SINGAPORE – Nearly 20,000 Hindus queued up under the morning sun to enter the renovated Sri Siva Durga temple after a special consecration ceremony on Sunday (Dec 4).
The temple in Potong Pasir had undergone a two-year, $2.7 million reconstruction.
All Hindu temples undergo renovations and repairs every 12 years, and the temple and its deities have to be re-consecrated through a ritual known as maha kumbabhishekam.
A procession began at 8am, when priests walked in with pots of holy water from nine sacred Indian rivers to the beating of drums and the blowing of trumpets.
Devotees watched, with some lifting their hands in prayer, as priests sprinkled the water on the temple’s roof-top kalasams, which are vessel-like pinnacles that point to the sky.
Other races and religions in the community helped out for the event. Volunteers from the Mahakaruna Buddhist Society, which has an office in Kim Keat, distributed breakfast and drinks to the crowd.
The Church of Ascension, located in St Andrew’s Village next to the temple, brought forward its Sunday service to Saturday evening so that its car park can be used for ambulance and police services for the event.
A nearby coffee shop unscrewed and removed its tables to make space for the devotees, and also voluntarily stopped the sale of alcohol in the morning as a mark of respect.
This led Minister for Home Affairs and Law K. Shanmugam to describe the event as “a typical showcasing of what racial and religious harmony in Singapore means”. He attended the ceremony with Potong Pasir MP Sitoh Yih Pin.
“This is racial and religious harmony in practice. It’s very hard won over 50 years,” Mr Shanmugam told reporters. “I think it’s something to be cherished.”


__Activity__. If a line of the data below holds the word "markers", list it.

__Exercise data__.
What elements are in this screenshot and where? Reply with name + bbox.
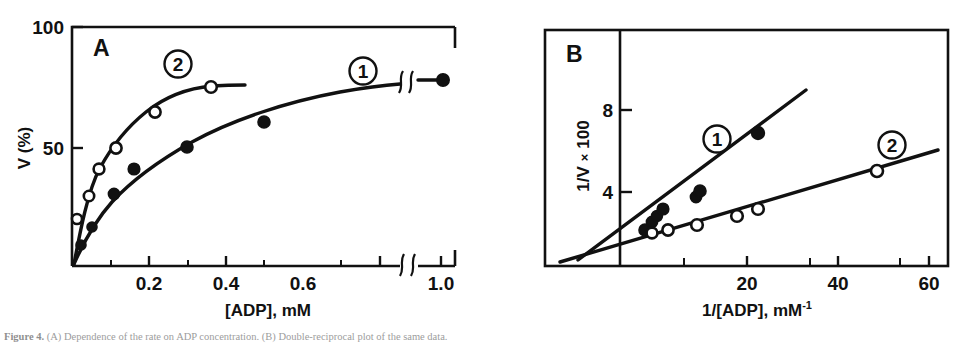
panel-a-label: A [93, 35, 110, 61]
panel-b-curve-label-2-text: 2 [887, 135, 898, 156]
panel-b-y-axis-title-times: × [577, 153, 592, 161]
panel-b-ytick-4: 4 [602, 182, 613, 203]
panel-b-curve-label-1-text: 1 [712, 129, 723, 150]
panel-b-ytick-8: 8 [602, 100, 613, 121]
panel-b-curve-label-1: 1 [704, 126, 731, 153]
panel-b: 1 2 B 8 4 1/V×100 20 40 60 1/ [545, 30, 948, 320]
panel-b-y-ticks [620, 110, 632, 192]
panel-b-x-axis-title-sup: -1 [802, 299, 812, 311]
panel-a-y-ticks [72, 27, 83, 148]
svg-text:1/V×100: 1/V×100 [574, 120, 593, 192]
panel-a-x-ticks [111, 256, 441, 266]
figure-caption: Figure 4. (A) Dependence of the rate on … [4, 330, 964, 346]
panel-a-curve-break-icon [399, 71, 413, 93]
panel-b-x-axis-title: 1/[ADP], mM-1 [702, 299, 812, 320]
panel-a-curve-1-left [74, 84, 400, 264]
panel-a-xtick-02: 0.2 [136, 273, 162, 294]
panel-b-y-axis-title-pre: 1/V [574, 166, 593, 192]
figure-caption-text: (A) Dependence of the rate on ADP concen… [44, 331, 447, 342]
panel-a-x-axis-break-icon [400, 254, 415, 276]
panel-a-series-2-markers [72, 81, 217, 224]
panel-a-series-1-markers [76, 74, 449, 250]
panel-b-x-axis-title-main: 1/[ADP], mM [702, 301, 802, 320]
panel-b-curve-label-2: 2 [879, 132, 906, 159]
panel-b-xtick-20: 20 [736, 273, 757, 294]
panel-a: 2 1 A 100 50 V (%) 0.2 0.4 0.6 1.0 [ADP]… [15, 17, 455, 320]
panel-b-xtick-60: 60 [918, 273, 939, 294]
panel-a-xtick-10: 1.0 [428, 273, 454, 294]
panel-a-curve-label-1-text: 1 [358, 61, 369, 82]
panel-b-x-ticks [684, 256, 929, 266]
panel-a-ytick-100: 100 [32, 17, 64, 38]
figure-svg: 2 1 A 100 50 V (%) 0.2 0.4 0.6 1.0 [ADP]… [0, 0, 969, 346]
panel-b-label: B [566, 41, 583, 67]
panel-a-y-axis-title: V (%) [15, 127, 34, 170]
panel-a-xtick-04: 0.4 [213, 273, 240, 294]
panel-a-x-axis-title: [ADP], mM [225, 301, 311, 320]
panel-a-xtick-06: 0.6 [290, 273, 316, 294]
panel-b-y-axis-title: 1/V×100 [574, 120, 593, 192]
panel-a-ytick-50: 50 [43, 138, 64, 159]
panel-a-curve-label-1: 1 [350, 58, 377, 85]
panel-a-curve-label-2: 2 [165, 51, 192, 78]
panel-b-y-axis-title-post: 100 [574, 120, 593, 148]
figure-root: 2 1 A 100 50 V (%) 0.2 0.4 0.6 1.0 [ADP]… [0, 0, 969, 346]
panel-b-xtick-40: 40 [827, 273, 848, 294]
panel-a-curve-label-2-text: 2 [173, 54, 184, 75]
figure-caption-prefix: Figure 4. [4, 331, 44, 342]
panel-a-frame [72, 27, 455, 266]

__Finished task__.
panel-a-series-2-markers [72, 81, 217, 224]
panel-a-series-1-markers [76, 74, 449, 250]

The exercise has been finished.